A little known fact about quantum mechanics is that it disproves God's omniscience. Now, we all know that a watched pot never boils. What does this have to do with God's omniscience? Well, did you also know that an unwatched electron doesn't really exist? (Maybe we should call the universe "the vast unwatched"?) Before I lose you, let me say that I promise all of this will be tied together by the end of this post.

I just finished reading the clearest explanation of quantum physics I've ever read, in the book <span style="font-style: italic;"><a href="http://www.quantumenigma.com/">Quantum Enigma</a></span>, by Rosenblum and Kuttner, and I almost think I understand it - the basics, at least.  And in doing so, I finally had to accept the scientifically proven fact that sub-atomic particles do not really exist unless they're observed, consciously. Quite why this has never led to the development of a new religion - perhaps with a God named "Quanta" - defeats me. Because if you think really hard about this, it's quite mind- boggling.

Here goes. An electron in it's natural state has no physical existence. What we call an electron is merely a collection of probabilities that an electron can be observed in a specific location. That's it. And it's relatively easy to demonstrate.

Imagine two boxes, each with a tiny slit in them through which a beam of electrons can pass through to hit a screen. Most people - if they know anything about quantum physics at all - have probably heard of the interference pattern produced by such an arrangement, which demonstrates the wave-like nature of electrons. Since slightly different distances are traveled before the electrons hits the screen, depending on which slit they come through, the peaks of the electron waves coincide at some points with the troughs of waves from the other slit, and so there are parts of the screen that never light up: you get patterns of light and darkness, parallel to the slit aperture, and the spacing of the shaded parts of the pattern depends upon the frequency of the electron wave and the spacing of the slits (as well as, obviously, the distance of the screen from the slits.)

So far, so good. We've demonstrated the wave-like nature of particles.

What is less commonly understood is that you can reproduce the interference pattern with just a single electron (or a single photon, if you like.) The only possible way that this could happen is if the electron passed through both boxes and hence both slits at the same time, so that its "wave function" interferes with itself. The inevitable conclusion of this is that at one point the electron was simultaneously in both boxes.

It gets weirder. It's physically impossible by any possible future technology to actually see the electron in both boxes. You can only deduce that it was in both by the interference experiment. And the reason for this is that you could choose to do a different experiment, and open both boxes at the same time as the electron is passing through them. In all such cases, you would see a physical electron in either one box, or the other - randomly. If you choose to do this experiment instead of the double-split  experiment you would not, in fact, see the interference pattern at all. It comes down to it being your choice of experiment that decides whether you deduce the electron as having been in both boxes at the same time, or all by itself in one box with the other box being empty. In other words, it's the act of conscious observation that creates the reality. The precise explanation for this is that the act of observation "collapses" the probability wave-function of the electron so that it is either observed in one box, or proved (by inference from an interference experiment) to have been in both boxes simultaneously.

There are even more curious deductions you can make from this. Since the appearance or non appearance of the interference pattern depends on which experiment you choose to perform, should you decide on the beam-splitting experiment, you're, in effect, propagating the consequences of your choice backwards in time. Because you see the interference pattern, it means that before that pattern was generated, the electron was in both boxes simultaneously.

What does this have to say about God? Well, as Rosenblum and Kuttner suggest in their book, presuming God exists, then if he were truly omniscient, he would be the universal observer, and would instantly and continuously collapse the wave-functions of all particles. And if that were to happen, we would not ourselves have any scientific evidence for quantum theory.

I can well imagine the response of the average deist to this idea (imagining, for the moment, that the average deist has a grasp of quantum mechanics.) "How naive," they might say, "are you to believe that God must obey the laws of physics?" Well, you have me there, I must admit. But once you start making arguments like that, you've left the voice of reason a long way behind. I'd much rather believe in a god called Quanta than believe that God doesn't obey the laws of physics.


■ WORK TO COMPLETE
From the material below, copy each line that holds the word "save".

■ EXCERPTED DATA
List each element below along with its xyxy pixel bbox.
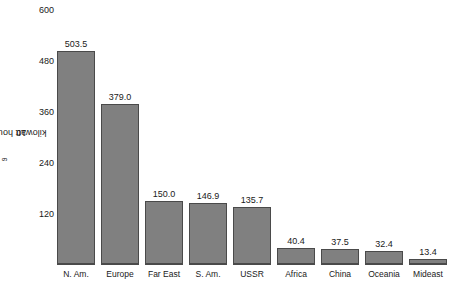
x-axis-tick-label: Africa <box>277 268 315 280</box>
bar <box>409 259 447 265</box>
x-axis-tick-label: S. Am. <box>189 268 227 280</box>
bar-value-label: 146.9 <box>197 191 220 201</box>
x-axis-tick-label: Oceania <box>365 268 403 280</box>
bar-slot: 37.5 <box>321 0 359 265</box>
bar-chart: 109 kilowatt hours 600480360240120 503.5… <box>0 0 456 290</box>
bar-value-label: 379.0 <box>109 92 132 102</box>
bar <box>101 104 139 265</box>
bar-slot: 146.9 <box>189 0 227 265</box>
x-axis-tick-label: China <box>321 268 359 280</box>
bar-value-label: 150.0 <box>153 189 176 199</box>
plot-area: 503.5379.0150.0146.9135.740.437.532.413.… <box>57 0 456 266</box>
bar-slot: 379.0 <box>101 0 139 265</box>
y-axis-tick-labels: 600480360240120 <box>18 0 54 290</box>
y-axis-title-exponent: 9 <box>1 157 8 161</box>
y-axis-title: 109 kilowatt hours <box>0 0 16 265</box>
bar <box>321 249 359 265</box>
bar <box>145 201 183 265</box>
y-axis-tick-label: 600 <box>18 5 54 15</box>
x-axis-tick-label: USSR <box>233 268 271 280</box>
x-axis-tick-labels: N. Am.EuropeFar EastS. Am.USSRAfricaChin… <box>57 268 456 280</box>
bar <box>57 51 95 265</box>
y-axis-tick-label: 480 <box>18 56 54 66</box>
bar-slot: 40.4 <box>277 0 315 265</box>
bar <box>189 203 227 265</box>
x-axis-tick-label: N. Am. <box>57 268 95 280</box>
bar-slot: 32.4 <box>365 0 403 265</box>
bar-value-label: 40.4 <box>287 236 305 246</box>
bar-value-label: 503.5 <box>65 39 88 49</box>
bar-value-label: 37.5 <box>331 237 349 247</box>
bar-value-label: 32.4 <box>375 239 393 249</box>
bar <box>365 251 403 265</box>
bar-slot: 13.4 <box>409 0 447 265</box>
y-axis-tick-label: 120 <box>18 209 54 219</box>
bar-slot: 503.5 <box>57 0 95 265</box>
x-axis-tick-label: Europe <box>101 268 139 280</box>
bar <box>233 207 271 265</box>
y-axis-tick-label: 360 <box>18 107 54 117</box>
x-axis-tick-label: Mideast <box>409 268 447 280</box>
bar-value-label: 13.4 <box>419 247 437 257</box>
bar-value-label: 135.7 <box>241 195 264 205</box>
bar-slot: 150.0 <box>145 0 183 265</box>
x-axis-tick-label: Far East <box>145 268 183 280</box>
bar <box>277 248 315 265</box>
y-axis-tick-label: 240 <box>18 158 54 168</box>
bar-series: 503.5379.0150.0146.9135.740.437.532.413.… <box>57 0 454 265</box>
bar-slot: 135.7 <box>233 0 271 265</box>
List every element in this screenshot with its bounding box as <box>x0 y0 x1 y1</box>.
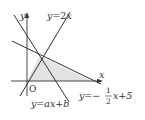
y-axis-label: y <box>19 10 26 21</box>
line-y-2x <box>20 12 70 96</box>
origin-label: O <box>29 84 36 94</box>
label-y-half-lhs: y=− <box>78 90 100 101</box>
label-y-ax-b: y=ax+b <box>30 98 69 109</box>
coordinate-diagram: y x O y=2x y=ax+b y=− 1 2 x+5 <box>0 0 145 120</box>
label-y-half-den: 2 <box>106 97 111 106</box>
x-axis-label: x <box>99 69 105 80</box>
label-y-2x: y=2x <box>46 10 72 21</box>
label-y-half-rhs: x+5 <box>113 90 132 101</box>
label-y-half-num: 1 <box>106 86 111 95</box>
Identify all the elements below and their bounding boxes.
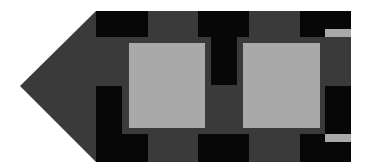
bar-bottom-right [325, 134, 351, 142]
block-top-left [96, 11, 148, 37]
block-t-top [198, 11, 249, 37]
block-t-stem [211, 37, 237, 85]
bar-top-right [325, 29, 351, 37]
arrow-shape [0, 0, 374, 164]
light-square-right [243, 43, 320, 128]
light-square-left [129, 43, 205, 128]
arrow-figure [0, 0, 374, 164]
block-right-vertical [325, 86, 351, 134]
block-bottom-left [96, 134, 148, 162]
block-bottom-center [198, 134, 249, 162]
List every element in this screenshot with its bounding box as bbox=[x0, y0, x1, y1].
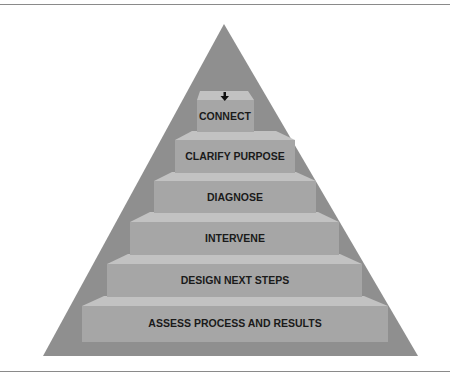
step-design-next-steps: DESIGN NEXT STEPS bbox=[107, 254, 362, 297]
step-label: DIAGNOSE bbox=[207, 191, 263, 203]
step-label: CLARIFY PURPOSE bbox=[185, 150, 285, 162]
step-diagnose: DIAGNOSE bbox=[154, 172, 316, 213]
pyramid-diagram: ASSESS PROCESS AND RESULTS DESIGN NEXT S… bbox=[0, 0, 450, 380]
step-label: INTERVENE bbox=[205, 232, 265, 244]
step-label: DESIGN NEXT STEPS bbox=[181, 274, 290, 286]
step-label: ASSESS PROCESS AND RESULTS bbox=[148, 317, 321, 329]
step-clarify-purpose: CLARIFY PURPOSE bbox=[175, 131, 295, 173]
step-intervene: INTERVENE bbox=[130, 212, 339, 255]
step-label: CONNECT bbox=[199, 110, 252, 122]
step-assess: ASSESS PROCESS AND RESULTS bbox=[82, 296, 388, 342]
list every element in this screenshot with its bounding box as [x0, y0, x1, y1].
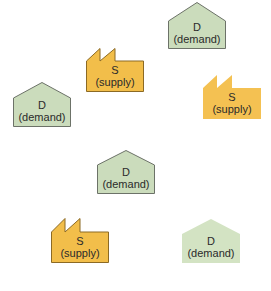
- demand-label: (demand): [168, 33, 226, 46]
- demand-node: D (demand): [168, 2, 226, 49]
- supply-label: (supply): [203, 103, 261, 116]
- supply-node: S (supply): [86, 48, 144, 92]
- demand-node: D (demand): [97, 150, 155, 194]
- demand-node: D (demand): [13, 82, 71, 127]
- supply-node: S (supply): [203, 75, 261, 119]
- demand-label: (demand): [13, 111, 71, 124]
- supply-label: (supply): [86, 76, 144, 89]
- demand-label: (demand): [182, 247, 240, 260]
- supply-node: S (supply): [51, 218, 109, 263]
- demand-node: D (demand): [182, 219, 240, 263]
- supply-label: (supply): [51, 247, 109, 260]
- demand-label: (demand): [97, 178, 155, 191]
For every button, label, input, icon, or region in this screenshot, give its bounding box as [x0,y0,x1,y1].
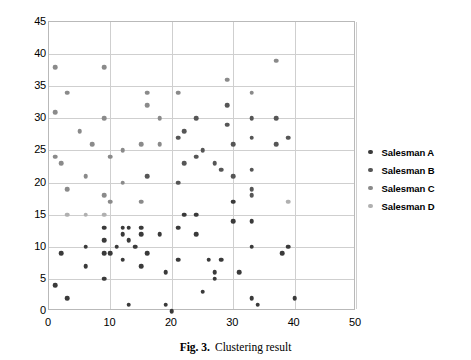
data-point [65,90,70,95]
data-point [102,116,107,121]
data-point [286,200,291,205]
data-point [102,238,107,243]
data-point [249,167,254,172]
data-point [139,225,144,230]
data-point [274,58,279,63]
data-point [163,302,168,307]
gridline-vertical [233,22,234,309]
y-axis-tick-label: 15 [16,208,46,220]
data-point [194,212,199,217]
data-point [53,155,58,160]
data-point [157,142,162,147]
gridline-horizontal [49,86,354,87]
data-point [84,244,89,249]
data-point [163,270,168,275]
x-axis-tick-label: 40 [277,316,311,328]
data-point [176,180,181,185]
data-point [102,277,107,282]
data-point [102,193,107,198]
legend-marker-icon [368,204,373,209]
data-point [139,200,144,205]
y-axis-tick-label: 25 [16,143,46,155]
data-point [274,116,279,121]
data-point [102,251,107,256]
data-point [65,212,70,217]
data-point [249,244,254,249]
x-axis-tick-label: 50 [338,316,372,328]
data-point [145,174,150,179]
gridline-horizontal [49,118,354,119]
gridline-vertical [356,22,357,309]
data-point [84,264,89,269]
gridline-horizontal [49,183,354,184]
gridline-horizontal [49,247,354,248]
data-point [231,142,236,147]
data-point [219,167,224,172]
data-point [249,135,254,140]
data-point [194,116,199,121]
data-point [182,161,187,166]
data-point [90,142,95,147]
y-axis-tick-label: 5 [16,272,46,284]
data-point [145,103,150,108]
data-point [255,302,260,307]
figure-caption: Fig. 3.Clustering result [0,341,471,353]
y-axis-tick-label: 20 [16,176,46,188]
legend-item-label: Salesman B [382,165,435,176]
data-point [237,270,242,275]
data-point [249,296,254,301]
data-point [292,296,297,301]
gridline-horizontal [49,215,354,216]
data-point [145,90,150,95]
x-axis-tick-label: 30 [215,316,249,328]
data-point [108,200,113,205]
data-point [176,90,181,95]
legend-item-label: Salesman C [382,183,435,194]
data-point [102,212,107,217]
data-point [133,244,138,249]
gridline-horizontal [49,54,354,55]
legend-item-label: Salesman D [382,201,435,212]
data-point [120,232,125,237]
data-point [219,257,224,262]
data-point [145,251,150,256]
data-point [249,193,254,198]
legend-item-salesman-d: Salesman D [368,197,468,215]
y-axis-tick-label: 10 [16,240,46,252]
legend-item-salesman-b: Salesman B [368,161,468,179]
data-point [120,225,125,230]
data-point [176,257,181,262]
data-point [249,187,254,192]
data-point [139,142,144,147]
data-point [231,200,236,205]
data-point [139,232,144,237]
data-point [114,244,119,249]
data-point [212,270,217,275]
data-point [225,78,230,83]
data-point [102,225,107,230]
gridline-vertical [295,22,296,309]
data-point [280,251,285,256]
data-point [212,277,217,282]
x-axis-tick-label: 0 [31,316,65,328]
data-point [108,251,113,256]
data-point [53,283,58,288]
data-point [120,257,125,262]
data-point [59,251,64,256]
data-point [182,129,187,134]
data-point [127,302,132,307]
data-point [206,257,211,262]
data-point [157,116,162,121]
data-point [170,309,175,314]
data-point [286,244,291,249]
caption-text: Clustering result [215,341,291,353]
data-point [225,122,230,127]
data-point [84,174,89,179]
data-point [65,296,70,301]
data-point [120,148,125,153]
x-axis-tick-label: 10 [92,316,126,328]
y-axis-tick-label: 0 [16,304,46,316]
gridline-horizontal [49,279,354,280]
data-point [249,219,254,224]
data-point [102,65,107,70]
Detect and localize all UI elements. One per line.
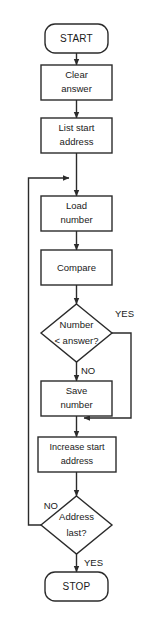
node-number-less-than-answer: Number < answer? (41, 304, 112, 362)
branch-label-yes-number: YES (115, 308, 134, 319)
branch-label-yes-address: YES (84, 557, 103, 568)
number-decision-shape (41, 304, 112, 362)
start-label: START (60, 33, 93, 44)
node-list-start-address: List start address (41, 118, 112, 153)
node-start: START (45, 24, 108, 53)
list-start-address-label-line1: List start (59, 122, 95, 133)
flowchart-canvas: START Clear answer List start address Lo… (0, 0, 148, 619)
node-load-number: Load number (41, 196, 112, 231)
branch-label-no-number: NO (81, 365, 95, 376)
clear-answer-label-line1: Clear (65, 69, 88, 80)
increase-start-address-label-line2: address (61, 456, 94, 466)
save-number-label-line2: number (60, 399, 92, 410)
number-decision-label-line1: Number (60, 319, 94, 330)
node-save-number: Save number (41, 381, 112, 416)
branch-label-no-address: NO (44, 500, 58, 511)
node-clear-answer: Clear answer (41, 65, 112, 100)
increase-start-address-label-line1: Increase start (49, 442, 105, 452)
number-decision-label-line2: < answer? (54, 335, 98, 346)
save-number-label-line1: Save (66, 385, 88, 396)
node-stop: STOP (45, 572, 108, 601)
node-compare: Compare (41, 250, 112, 285)
node-increase-start-address: Increase start address (38, 437, 116, 472)
stop-label: STOP (63, 581, 91, 592)
load-number-label-line2: number (60, 214, 92, 225)
flowchart-diagram: START Clear answer List start address Lo… (0, 0, 148, 619)
address-decision-label-line2: last? (66, 527, 86, 538)
load-number-label-line1: Load (66, 200, 87, 211)
compare-label-line1: Compare (57, 262, 96, 273)
address-decision-label-line1: Address (59, 511, 94, 522)
clear-answer-label-line2: answer (61, 83, 92, 94)
list-start-address-label-line2: address (60, 136, 94, 147)
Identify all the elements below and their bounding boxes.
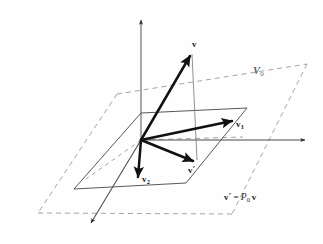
equation-operator: = — [231, 192, 240, 202]
equation-projection: v′=P0v — [224, 192, 256, 204]
equation-rhs: v — [250, 192, 256, 202]
label-vector-v-text: v — [192, 39, 197, 49]
label-vector-v-prime: v′ — [188, 165, 195, 175]
label-vector-v-prime-mark: ′ — [193, 164, 196, 174]
label-vector-v2-sub: 2 — [147, 178, 151, 185]
label-vector-v-prime-stem: v — [188, 165, 193, 175]
vector-projection-figure: v v′ v1 v2 V0 v′=P0v — [0, 0, 323, 244]
label-vector-v1-sub: 1 — [241, 123, 245, 130]
label-vector-v1: v1 — [236, 120, 244, 131]
label-plane-v0-stem: V — [253, 65, 260, 76]
label-plane-v0-sub: 0 — [260, 70, 264, 78]
label-vector-v2: v2 — [142, 175, 150, 186]
label-vector-v: v — [192, 40, 197, 49]
label-vector-v2-stem: v — [142, 174, 147, 184]
figure-canvas — [0, 0, 323, 244]
label-plane-v0: V0 — [253, 66, 264, 78]
figure-background — [0, 0, 323, 244]
equation-lhs-stem: v — [224, 192, 229, 202]
label-vector-v1-stem: v — [236, 119, 241, 129]
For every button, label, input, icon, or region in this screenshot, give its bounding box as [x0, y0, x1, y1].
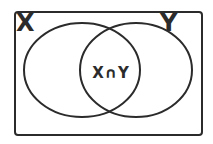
set-x-label: X: [16, 11, 35, 35]
set-y-label: Y: [160, 11, 177, 35]
intersection-label: X∩Y: [84, 64, 138, 82]
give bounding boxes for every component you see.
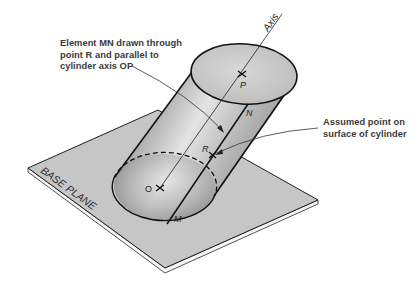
point-r-label: R [202, 144, 209, 154]
callout-assumed-point: Assumed point on surface of cylinder [323, 117, 407, 140]
point-p-label: P [240, 80, 246, 90]
oblique-cylinder-diagram: BASE PLANE Axis P [0, 0, 418, 287]
axis-label: Axis [260, 11, 280, 34]
point-m-label: M [174, 214, 182, 224]
point-n-label: N [246, 108, 253, 118]
point-o-label: O [145, 184, 152, 194]
callout-element-mn: Element MN drawn through point R and par… [60, 38, 182, 73]
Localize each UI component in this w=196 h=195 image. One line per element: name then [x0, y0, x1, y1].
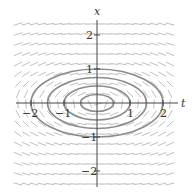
slope-segment — [15, 81, 21, 88]
slope-segment — [159, 81, 166, 87]
slope-segment — [30, 153, 39, 156]
slope-segment — [62, 34, 71, 35]
slope-segment — [40, 90, 45, 98]
slope-segment — [62, 163, 71, 164]
slope-segment — [110, 174, 119, 175]
slope-segment — [46, 163, 55, 165]
slope-segment — [150, 132, 158, 136]
slope-segment — [134, 153, 143, 155]
slope-segment — [54, 33, 63, 34]
slope-segment — [46, 43, 55, 45]
slope-segment — [38, 33, 47, 35]
slope-segment — [134, 82, 142, 86]
slope-segment — [46, 132, 54, 135]
slope-segment — [150, 173, 159, 175]
slope-segment — [150, 142, 158, 145]
slope-segment — [22, 163, 31, 166]
slope-segment — [22, 183, 31, 185]
slope-segment — [152, 90, 157, 98]
slope-segment — [70, 154, 79, 155]
slope-segment — [126, 53, 135, 55]
slope-segment — [102, 144, 111, 145]
slope-segment — [142, 153, 151, 155]
slope-segment — [14, 71, 21, 76]
slope-segment — [54, 63, 63, 65]
x-tick-label: −2 — [81, 165, 97, 178]
slope-segment — [110, 154, 119, 155]
slope-segment — [102, 113, 111, 115]
slope-segment — [134, 163, 143, 165]
slope-segment — [78, 154, 87, 155]
slope-segment — [22, 173, 31, 175]
slope-segment — [118, 53, 127, 54]
slope-segment — [166, 72, 173, 77]
slope-segment — [159, 121, 166, 127]
slope-segment — [166, 43, 175, 46]
slope-segment — [46, 183, 55, 184]
slope-segment — [158, 163, 167, 165]
slope-segment — [118, 164, 127, 165]
slope-segment — [110, 24, 119, 25]
slope-segment — [14, 62, 22, 66]
slope-segment — [62, 24, 71, 25]
slope-segment — [50, 100, 51, 109]
slope-segment — [30, 23, 39, 25]
slope-segment — [78, 44, 87, 45]
slope-segment — [168, 90, 172, 98]
slope-segment — [14, 33, 23, 36]
slope-segment — [14, 142, 22, 146]
slope-segment — [30, 53, 39, 56]
slope-segment — [46, 72, 54, 76]
slope-segment — [14, 52, 22, 56]
slope-segment — [118, 24, 127, 25]
slope-segment — [46, 33, 55, 35]
slope-segment — [134, 53, 143, 55]
slope-segment — [38, 23, 47, 25]
slope-segment — [166, 152, 174, 155]
slope-segment — [78, 92, 86, 96]
slope-segment — [150, 62, 158, 65]
slope-segment — [30, 33, 39, 35]
slope-segment — [142, 183, 151, 184]
slope-segment — [151, 110, 156, 117]
slope-segment — [134, 23, 143, 24]
slope-segment — [88, 100, 92, 108]
axes: −2−11221−1−2 t x — [16, 5, 186, 187]
slope-segment — [62, 43, 71, 44]
slope-segment — [158, 173, 167, 175]
slope-segment — [86, 124, 95, 125]
slope-segment — [110, 164, 119, 165]
x-tick-label: −1 — [81, 131, 97, 144]
slope-segment — [70, 24, 79, 25]
slope-segment — [30, 183, 39, 185]
slope-segment — [54, 23, 63, 24]
slope-segment — [70, 164, 79, 165]
slope-segment — [70, 83, 79, 86]
slope-segment — [54, 163, 63, 165]
slope-segment — [78, 83, 87, 85]
slope-segment — [121, 100, 122, 109]
slope-segment — [110, 64, 119, 65]
slope-segment — [118, 63, 127, 65]
slope-segment — [62, 184, 71, 185]
slope-segment — [86, 84, 95, 85]
slope-segment — [134, 183, 143, 184]
slope-segment — [150, 72, 158, 76]
slope-segment — [38, 53, 47, 56]
slope-segment — [70, 184, 79, 185]
slope-segment — [126, 163, 135, 164]
slope-segment — [38, 62, 46, 65]
slope-segment — [110, 54, 119, 55]
slope-segment — [55, 91, 61, 98]
slope-segment — [30, 173, 39, 175]
slope-segment — [46, 82, 54, 87]
slope-segment — [126, 143, 135, 145]
slope-segment — [158, 43, 167, 46]
slope-segment — [142, 173, 151, 175]
slope-segment — [135, 91, 141, 98]
slope-segment — [38, 143, 46, 146]
slope-segment — [134, 143, 143, 145]
slope-segment — [70, 63, 79, 64]
slope-segment — [73, 100, 74, 109]
slope-segment — [110, 133, 119, 134]
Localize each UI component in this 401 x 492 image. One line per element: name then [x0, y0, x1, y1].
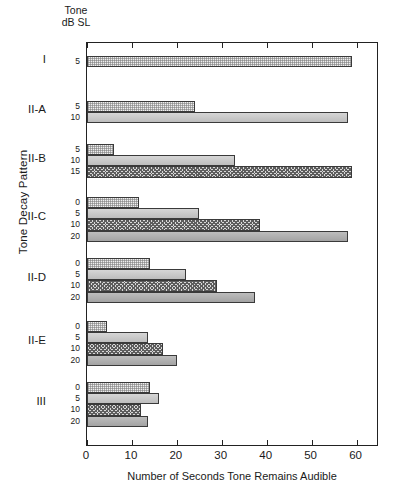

■ SOLUTION TO THIS TASK
save-number-label-line2: number (60, 399, 92, 410)
node-save-number: Save number (41, 381, 112, 416)
save-number-label-line1: Save (66, 385, 88, 396)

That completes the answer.